A determiner is a particle that consumes a verb form and produces a noun form — specifically, a determiner phrase.
For example: sá “some” is a determiner, bıo “…is a cup” is a predicate phrase, and sá bıo is a noun form meaning “some cup(s).”
Determiner particles
Word | Meaning |
---|---|
X (bound; see below) | |
sá | some X |
tú | every/each single X |
tútu | every group of X-es (see below) |
túq | all the Xs together |
sía | no X |
ní | this/that X |
hú | endophoric determiner |
ké | exophoric determiner |
báq | X in general, X-kind |
já | λX, see Property |
hí | which X? |
Semantics
Formally, grammatical determiners tend to correspond to logical quantifiers over a now-bound variable, plus an occurrence of that variable. For example, the sa determiner corresponds to the quantifier. The tagged predicate phrase doubles both as a domain and a name for the variable.
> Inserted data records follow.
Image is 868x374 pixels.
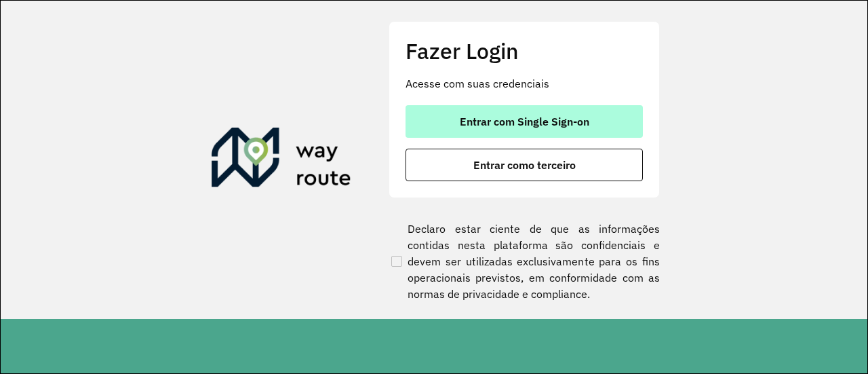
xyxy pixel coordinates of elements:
span: Entrar como terceiro [473,160,576,170]
img: Roteirizador AmbevTech [211,127,352,193]
p: Acesse com suas credenciais [406,76,643,91]
h2: Fazer Login [406,38,643,64]
button: button [406,105,643,138]
label: Declaro estar ciente de que as informações contidas nesta plataforma são confidenciais e devem se... [388,220,660,302]
button: button [406,148,643,182]
span: Entrar com Single Sign-on [459,116,589,127]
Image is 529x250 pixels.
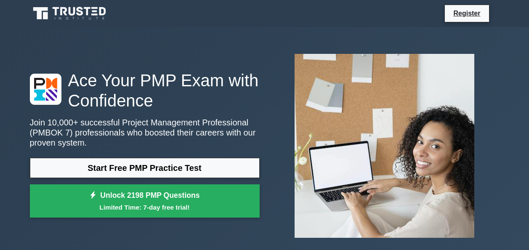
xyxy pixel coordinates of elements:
a: Start Free PMP Practice Test [30,158,259,178]
h1: Ace Your PMP Exam with Confidence [30,70,259,111]
small: Limited Time: 7-day free trial! [40,202,249,212]
a: Unlock 2198 PMP QuestionsLimited Time: 7-day free trial! [30,184,259,218]
p: Join 10,000+ successful Project Management Professional (PMBOK 7) professionals who boosted their... [30,117,259,148]
a: Register [448,8,485,19]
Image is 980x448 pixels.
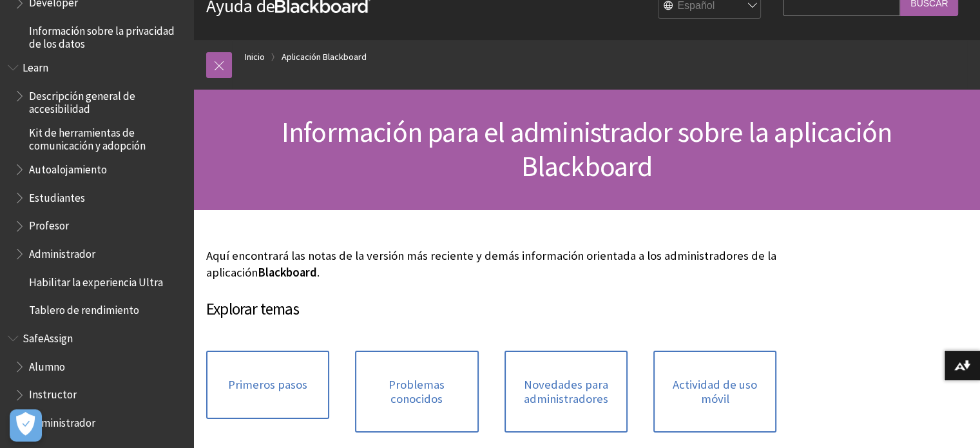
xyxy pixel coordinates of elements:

In short, sá bıo does three things:
- introduces an existentially bound variable bío to the clause;
- specifies that it refers to a cup (or some cups: see plural logic);
- acts in its place in the sentence as an instance of this variable.
Heaq jí sá bıo.
I'm holding some cup(s).
Every, each, all
tú bıo quantifies over single cups, i.e. each individual cup. This is often what we want to say, despite not being the "purest" form of for-all quantification in plural logic; after all, groups of several cups are also bıo. The expression tútu bıo quantifies over the range of "cups-es": the possible values of bío then include not only individual cups, but also groups of cups.
You can read tútu bıo nä … as: "for all xx, if xx are some cups…"
túq bıo doesn't make a "for-all" statement. Instead it refers to the single entity "all cups (together)".